People assume their online accounts will pass to family the way physical property does. They do not, and the reason is contractual rather than emotional. An account is a license to use a service under terms that almost always say the license is personal and cannot be transferred. When the account holder dies, the provider is not handing over a password to anyone, including a spouse holding a death certificate. Some services memorialize the account, some freeze it, and some delete it after a period of inactivity. Photos, documents, messages, and years of purchases can vanish through nothing more than a policy running on schedule.
The practical version of this plays out in predictable ways. A surviving spouse calls a provider, waits through several transfers, and gets told the request requires legal documentation that takes weeks to assemble. Even with a court order, most companies will close the account or release a narrow archive rather than restore access. Two factor authentication makes it worse, because the codes go to a phone number that gets deactivated when the carrier account closes. Families routinely lose access to shared photo libraries because the only credential that could recover them lived on a device nobody could unlock. None of this is malicious, it is simply what happens when nobody planned for it.
There is a legal layer, and it helps less than people hope. Nearly every state has adopted a version of the Revised Uniform Fiduciary Access to Digital Assets Act, which lets an executor request access to a deceased person's digital property. The catch sits in how that law ranks authority. If the provider offers its own tool for naming someone, whatever gets set there overrides both the will and the executor's request. Only when no such tool exists does the will's language control, and only when the will actually mentions digital assets. The default, when neither is in place, is that the provider follows its own terms of service and the family gets very little.
That makes the provider tools the most important part of this, and they take minutes to set up. Apple offers a Legacy Contact setting that generates an access key for a chosen person, who can then request the account data with that key and a death certificate. Google runs Inactive Account Manager, which watches for a set period of inactivity and then either shares selected data with named contacts or deletes the account entirely. Facebook and Instagram allow a legacy contact who can manage a memorialized profile without full login access. Most password managers include an emergency access feature that grants a trusted person entry after a waiting period the account holder defines. These settings are buried in menus, but each one takes under ten minutes.
Purchased media is the part almost nobody knows about. Ebooks, movies, television seasons, and music bought through major platforms are licensed rather than owned, and those licenses end at death. A library built over fifteen years does not transfer to a spouse or a child, even though every purchase felt like buying a copy. The same applies to game libraries, software licenses, and subscription based creative tools. Files stored locally or backed up to a drive behave like ordinary property and do pass through an estate normally. That gap between what people believe they bought and what they actually licensed is the single most common surprise families hit.

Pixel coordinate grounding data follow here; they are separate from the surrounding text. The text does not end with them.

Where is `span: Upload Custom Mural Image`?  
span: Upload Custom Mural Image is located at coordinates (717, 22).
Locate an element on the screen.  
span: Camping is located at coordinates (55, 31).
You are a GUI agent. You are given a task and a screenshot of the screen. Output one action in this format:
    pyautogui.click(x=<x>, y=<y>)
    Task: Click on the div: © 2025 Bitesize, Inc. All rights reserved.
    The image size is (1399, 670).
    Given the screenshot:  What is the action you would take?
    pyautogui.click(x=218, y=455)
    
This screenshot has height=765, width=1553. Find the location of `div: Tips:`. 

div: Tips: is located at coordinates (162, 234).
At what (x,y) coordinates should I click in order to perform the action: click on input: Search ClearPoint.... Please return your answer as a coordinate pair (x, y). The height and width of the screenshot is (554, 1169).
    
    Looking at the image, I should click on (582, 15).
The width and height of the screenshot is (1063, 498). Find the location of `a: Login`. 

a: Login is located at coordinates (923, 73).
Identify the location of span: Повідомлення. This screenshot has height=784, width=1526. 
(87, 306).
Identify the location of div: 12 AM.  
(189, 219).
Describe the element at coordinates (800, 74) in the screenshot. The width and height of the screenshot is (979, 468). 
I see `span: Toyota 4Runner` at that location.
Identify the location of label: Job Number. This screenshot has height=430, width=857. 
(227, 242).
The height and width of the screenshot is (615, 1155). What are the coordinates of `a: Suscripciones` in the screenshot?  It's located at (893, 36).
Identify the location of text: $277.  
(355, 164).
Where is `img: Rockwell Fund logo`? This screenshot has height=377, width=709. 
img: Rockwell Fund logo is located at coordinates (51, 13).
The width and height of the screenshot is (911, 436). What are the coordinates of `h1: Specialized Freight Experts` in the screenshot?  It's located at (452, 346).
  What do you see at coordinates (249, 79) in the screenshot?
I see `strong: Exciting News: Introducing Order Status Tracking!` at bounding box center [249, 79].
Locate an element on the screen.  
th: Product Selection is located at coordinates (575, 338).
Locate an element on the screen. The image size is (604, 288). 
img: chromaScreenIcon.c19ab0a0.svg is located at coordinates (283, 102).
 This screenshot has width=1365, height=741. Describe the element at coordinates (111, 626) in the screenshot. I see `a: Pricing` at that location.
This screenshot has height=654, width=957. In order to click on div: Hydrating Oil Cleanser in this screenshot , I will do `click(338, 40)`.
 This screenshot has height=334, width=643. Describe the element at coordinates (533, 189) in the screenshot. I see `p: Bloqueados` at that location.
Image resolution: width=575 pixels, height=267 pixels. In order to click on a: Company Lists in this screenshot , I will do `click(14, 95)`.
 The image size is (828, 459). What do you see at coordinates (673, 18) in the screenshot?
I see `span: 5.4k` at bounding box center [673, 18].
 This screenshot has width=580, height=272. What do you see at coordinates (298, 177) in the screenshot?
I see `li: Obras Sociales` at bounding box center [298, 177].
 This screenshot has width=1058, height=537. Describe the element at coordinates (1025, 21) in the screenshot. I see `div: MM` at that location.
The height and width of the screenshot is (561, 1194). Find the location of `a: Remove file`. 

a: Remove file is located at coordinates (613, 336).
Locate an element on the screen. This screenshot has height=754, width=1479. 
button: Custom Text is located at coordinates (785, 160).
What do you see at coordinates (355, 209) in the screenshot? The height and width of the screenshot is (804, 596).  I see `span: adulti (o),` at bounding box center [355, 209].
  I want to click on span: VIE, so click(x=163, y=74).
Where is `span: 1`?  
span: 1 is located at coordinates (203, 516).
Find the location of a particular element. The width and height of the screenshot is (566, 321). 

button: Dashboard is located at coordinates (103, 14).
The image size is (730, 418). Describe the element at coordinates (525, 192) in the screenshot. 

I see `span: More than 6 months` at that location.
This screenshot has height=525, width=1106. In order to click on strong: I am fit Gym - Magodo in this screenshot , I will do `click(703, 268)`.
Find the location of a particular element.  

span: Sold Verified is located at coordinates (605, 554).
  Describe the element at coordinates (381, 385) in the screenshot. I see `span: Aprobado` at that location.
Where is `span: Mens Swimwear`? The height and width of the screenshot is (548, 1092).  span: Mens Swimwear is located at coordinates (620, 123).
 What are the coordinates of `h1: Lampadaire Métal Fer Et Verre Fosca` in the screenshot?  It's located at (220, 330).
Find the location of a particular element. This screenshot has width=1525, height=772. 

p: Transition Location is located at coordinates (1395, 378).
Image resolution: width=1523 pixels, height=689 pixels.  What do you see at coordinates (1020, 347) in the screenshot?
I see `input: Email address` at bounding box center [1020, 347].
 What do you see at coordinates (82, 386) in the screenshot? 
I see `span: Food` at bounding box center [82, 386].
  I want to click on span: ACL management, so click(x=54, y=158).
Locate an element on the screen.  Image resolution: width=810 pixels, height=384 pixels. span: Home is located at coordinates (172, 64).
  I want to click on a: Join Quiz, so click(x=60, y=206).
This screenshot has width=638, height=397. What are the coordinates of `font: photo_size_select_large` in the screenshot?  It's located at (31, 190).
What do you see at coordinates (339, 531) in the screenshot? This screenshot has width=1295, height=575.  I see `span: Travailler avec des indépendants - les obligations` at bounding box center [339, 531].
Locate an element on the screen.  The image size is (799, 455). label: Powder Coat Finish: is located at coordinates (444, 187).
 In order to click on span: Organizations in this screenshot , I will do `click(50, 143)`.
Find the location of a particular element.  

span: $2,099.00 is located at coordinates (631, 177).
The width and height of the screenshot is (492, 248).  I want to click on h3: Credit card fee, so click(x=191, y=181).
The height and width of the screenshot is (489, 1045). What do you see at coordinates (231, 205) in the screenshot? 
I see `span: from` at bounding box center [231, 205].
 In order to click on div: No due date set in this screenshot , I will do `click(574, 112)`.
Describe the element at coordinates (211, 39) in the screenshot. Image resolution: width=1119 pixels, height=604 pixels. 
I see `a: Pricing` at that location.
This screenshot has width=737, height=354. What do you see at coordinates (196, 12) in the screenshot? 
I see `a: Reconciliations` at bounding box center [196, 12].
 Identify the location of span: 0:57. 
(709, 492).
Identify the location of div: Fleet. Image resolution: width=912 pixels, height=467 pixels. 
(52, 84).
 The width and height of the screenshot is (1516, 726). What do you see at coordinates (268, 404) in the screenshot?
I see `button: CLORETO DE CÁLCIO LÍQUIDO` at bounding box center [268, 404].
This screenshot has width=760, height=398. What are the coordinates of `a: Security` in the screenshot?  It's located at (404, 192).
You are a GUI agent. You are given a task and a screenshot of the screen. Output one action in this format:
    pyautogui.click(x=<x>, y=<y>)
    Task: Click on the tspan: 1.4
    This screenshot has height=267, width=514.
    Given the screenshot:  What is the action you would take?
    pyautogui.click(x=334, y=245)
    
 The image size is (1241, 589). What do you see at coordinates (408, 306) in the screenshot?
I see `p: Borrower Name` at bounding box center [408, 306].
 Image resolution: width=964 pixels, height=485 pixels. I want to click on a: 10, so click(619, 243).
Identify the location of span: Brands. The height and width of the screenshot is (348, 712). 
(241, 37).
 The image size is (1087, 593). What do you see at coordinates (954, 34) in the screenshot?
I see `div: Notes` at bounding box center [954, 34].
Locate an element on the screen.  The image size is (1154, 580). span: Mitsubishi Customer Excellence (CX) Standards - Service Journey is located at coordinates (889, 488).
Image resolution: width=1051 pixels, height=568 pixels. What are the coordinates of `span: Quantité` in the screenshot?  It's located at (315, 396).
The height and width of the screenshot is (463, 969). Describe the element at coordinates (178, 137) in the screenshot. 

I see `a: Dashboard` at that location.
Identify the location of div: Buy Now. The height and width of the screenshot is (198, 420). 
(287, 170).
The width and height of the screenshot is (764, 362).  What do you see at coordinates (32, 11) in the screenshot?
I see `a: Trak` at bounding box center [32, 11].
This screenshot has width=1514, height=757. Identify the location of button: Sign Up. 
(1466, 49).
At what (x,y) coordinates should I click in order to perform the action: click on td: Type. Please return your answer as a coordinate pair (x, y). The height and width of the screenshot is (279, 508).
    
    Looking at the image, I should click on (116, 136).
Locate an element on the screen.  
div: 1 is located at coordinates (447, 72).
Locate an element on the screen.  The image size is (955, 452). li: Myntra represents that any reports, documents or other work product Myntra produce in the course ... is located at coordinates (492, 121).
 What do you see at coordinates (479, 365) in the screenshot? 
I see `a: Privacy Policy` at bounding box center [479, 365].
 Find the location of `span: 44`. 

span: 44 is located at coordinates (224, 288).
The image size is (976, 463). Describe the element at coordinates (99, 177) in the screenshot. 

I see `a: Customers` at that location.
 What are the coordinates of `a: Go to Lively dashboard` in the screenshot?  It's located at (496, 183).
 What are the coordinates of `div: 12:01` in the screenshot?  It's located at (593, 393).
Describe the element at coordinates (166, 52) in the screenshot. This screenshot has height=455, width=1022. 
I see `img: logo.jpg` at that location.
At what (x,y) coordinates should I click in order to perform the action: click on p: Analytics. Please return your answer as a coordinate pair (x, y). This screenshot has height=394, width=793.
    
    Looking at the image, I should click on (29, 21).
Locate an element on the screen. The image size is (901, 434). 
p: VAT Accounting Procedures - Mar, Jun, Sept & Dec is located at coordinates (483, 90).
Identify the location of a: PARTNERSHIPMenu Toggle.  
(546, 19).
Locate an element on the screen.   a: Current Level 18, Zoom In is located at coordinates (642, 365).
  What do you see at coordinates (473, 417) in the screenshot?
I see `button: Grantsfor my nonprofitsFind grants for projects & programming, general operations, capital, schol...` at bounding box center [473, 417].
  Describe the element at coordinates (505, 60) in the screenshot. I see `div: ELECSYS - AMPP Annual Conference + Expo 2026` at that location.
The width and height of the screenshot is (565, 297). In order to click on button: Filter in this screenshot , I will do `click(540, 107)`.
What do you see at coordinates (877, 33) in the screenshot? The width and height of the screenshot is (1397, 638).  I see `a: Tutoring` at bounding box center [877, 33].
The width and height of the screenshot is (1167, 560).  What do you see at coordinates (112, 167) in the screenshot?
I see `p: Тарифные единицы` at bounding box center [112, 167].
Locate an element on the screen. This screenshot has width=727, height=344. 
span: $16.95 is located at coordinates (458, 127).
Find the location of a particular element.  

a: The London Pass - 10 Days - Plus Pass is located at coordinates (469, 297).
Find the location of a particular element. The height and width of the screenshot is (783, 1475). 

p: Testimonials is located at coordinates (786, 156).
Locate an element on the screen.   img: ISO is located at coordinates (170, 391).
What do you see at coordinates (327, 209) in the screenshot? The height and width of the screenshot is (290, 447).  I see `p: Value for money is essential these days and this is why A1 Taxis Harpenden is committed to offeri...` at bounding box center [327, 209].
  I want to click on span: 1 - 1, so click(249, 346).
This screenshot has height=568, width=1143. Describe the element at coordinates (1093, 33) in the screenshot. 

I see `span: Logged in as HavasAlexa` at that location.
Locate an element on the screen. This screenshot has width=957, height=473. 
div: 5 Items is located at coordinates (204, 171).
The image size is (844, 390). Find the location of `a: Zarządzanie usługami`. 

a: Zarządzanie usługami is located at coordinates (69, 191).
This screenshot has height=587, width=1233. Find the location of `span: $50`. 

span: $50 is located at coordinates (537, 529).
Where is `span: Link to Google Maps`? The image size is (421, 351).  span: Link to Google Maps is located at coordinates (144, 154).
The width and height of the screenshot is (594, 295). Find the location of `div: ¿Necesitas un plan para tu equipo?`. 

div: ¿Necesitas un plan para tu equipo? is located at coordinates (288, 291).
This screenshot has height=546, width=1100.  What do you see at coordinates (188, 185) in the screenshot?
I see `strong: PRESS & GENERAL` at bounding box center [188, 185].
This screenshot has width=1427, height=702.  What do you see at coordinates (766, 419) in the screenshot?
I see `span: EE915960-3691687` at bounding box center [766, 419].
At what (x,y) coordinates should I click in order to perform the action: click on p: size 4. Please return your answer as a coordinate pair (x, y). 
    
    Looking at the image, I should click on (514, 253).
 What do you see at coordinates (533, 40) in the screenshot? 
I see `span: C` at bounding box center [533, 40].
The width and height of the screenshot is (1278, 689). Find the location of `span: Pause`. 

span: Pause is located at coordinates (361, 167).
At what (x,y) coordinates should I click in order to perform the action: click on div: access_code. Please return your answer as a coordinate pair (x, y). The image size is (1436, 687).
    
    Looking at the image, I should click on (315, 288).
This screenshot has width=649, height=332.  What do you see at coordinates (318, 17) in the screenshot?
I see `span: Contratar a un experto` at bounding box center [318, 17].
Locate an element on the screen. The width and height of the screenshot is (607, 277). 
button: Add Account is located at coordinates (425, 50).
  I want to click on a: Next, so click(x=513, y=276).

The instinct to write passwords in a will is understandable and it backfires. A will becomes a public record once it enters probate, which means anything written inside it is exposed to anyone who requests the file. Probate also takes months, so credentials sitting there do nothing during the period when accounts are actively being closed or drained. The better structure separates the two pieces. The will names who has authority over digital assets, and a password manager with emergency access holds the actual credentials. That way the legal authority is documented publicly while the keys stay in a system built to hold them securely.
The whole setup fits in one evening, and it is worth doing before it becomes urgent. Turn on the legacy or inactive account tools at the major providers holding email, photos, and phone backups, since those three unlock nearly everything else. Set emergency access in a password manager and tell the named person it exists, because a feature nobody knows about is the same as no feature. Add a sentence to the will granting the executor authority over digital assets, which costs nothing to include. Keep a plain list of which accounts matter, without passwords, stored where family can find it. Download a local copy of anything irreplaceable, since a folder on a drive belongs to an estate in a way a cloud account never will. The accounts holding a person's photographs and correspondence are usually the ones that matter most, and they are the easiest ones to lose entirely.